# [Goal of the exercise]
Quote, word for word, the line containing "Locate an element" and all lines that follow it to the end of the records, with no pictures.

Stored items
+-------+

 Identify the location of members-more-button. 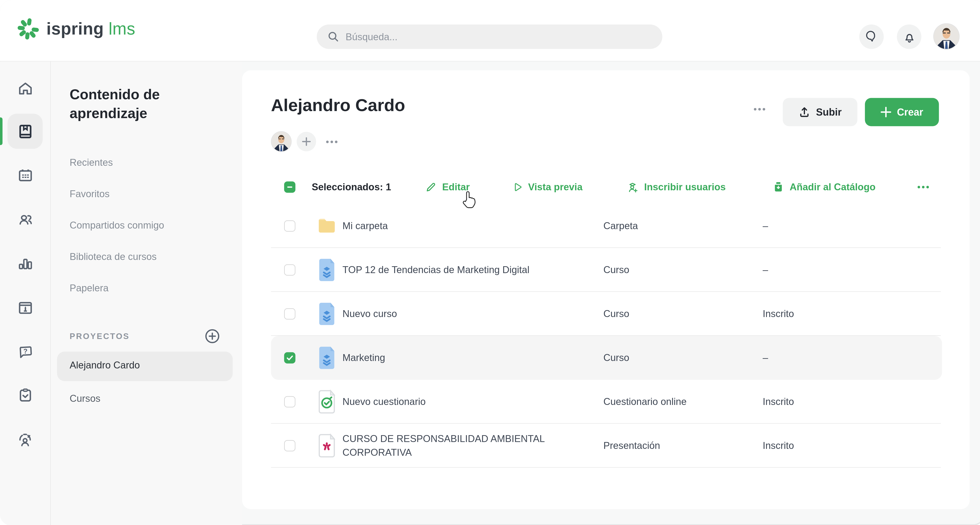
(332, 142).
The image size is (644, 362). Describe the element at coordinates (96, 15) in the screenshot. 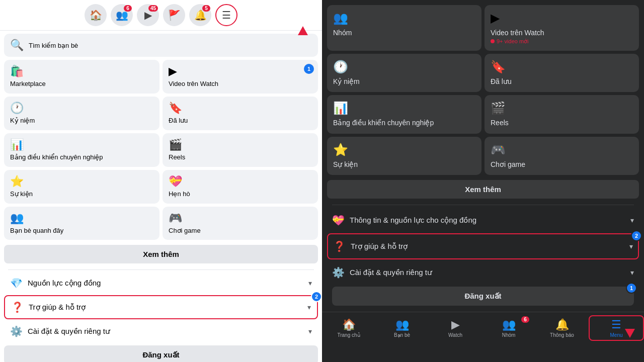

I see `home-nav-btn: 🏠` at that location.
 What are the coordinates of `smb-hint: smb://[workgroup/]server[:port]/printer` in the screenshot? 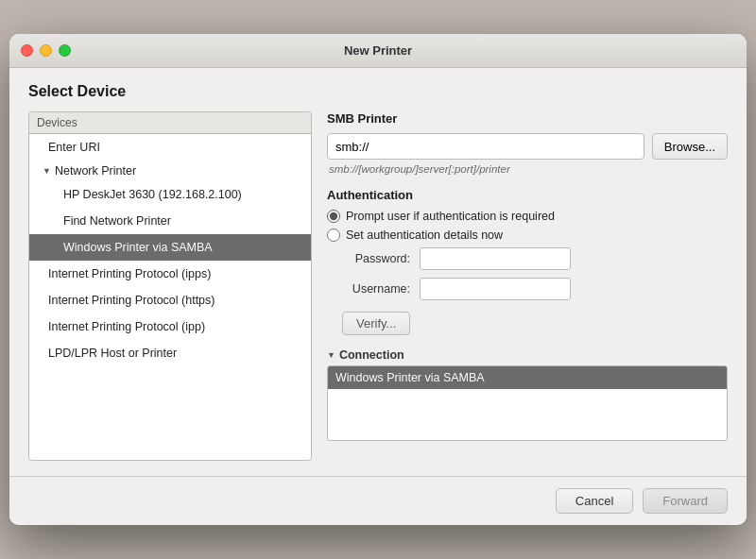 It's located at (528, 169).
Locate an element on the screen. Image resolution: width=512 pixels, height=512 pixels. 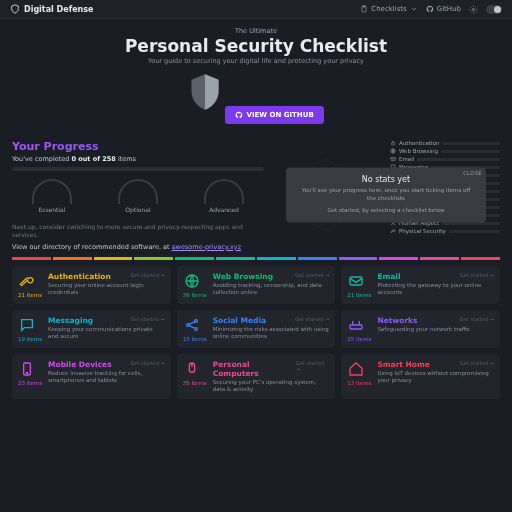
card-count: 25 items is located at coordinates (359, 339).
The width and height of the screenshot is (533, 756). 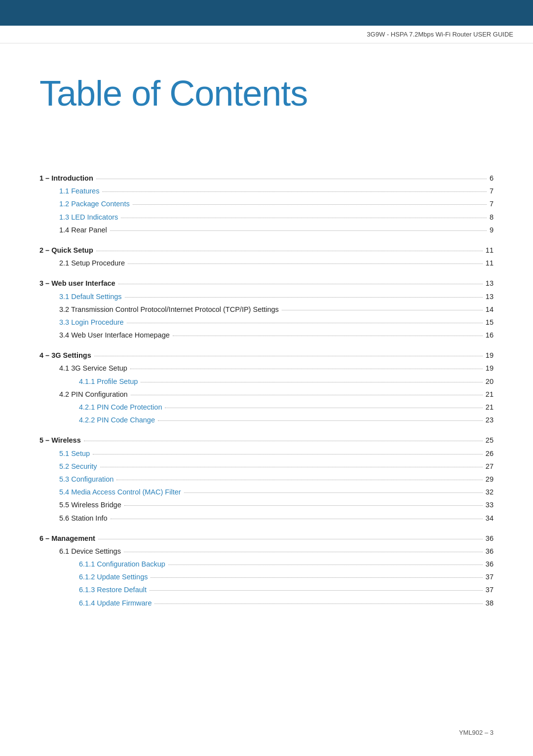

+-------+

# [Output for this exercise]
Locate an element on the screen. Image resolution: width=512 pixels, height=512 pixels. 
card-count: 25 items is located at coordinates (359, 339).
The width and height of the screenshot is (533, 756). 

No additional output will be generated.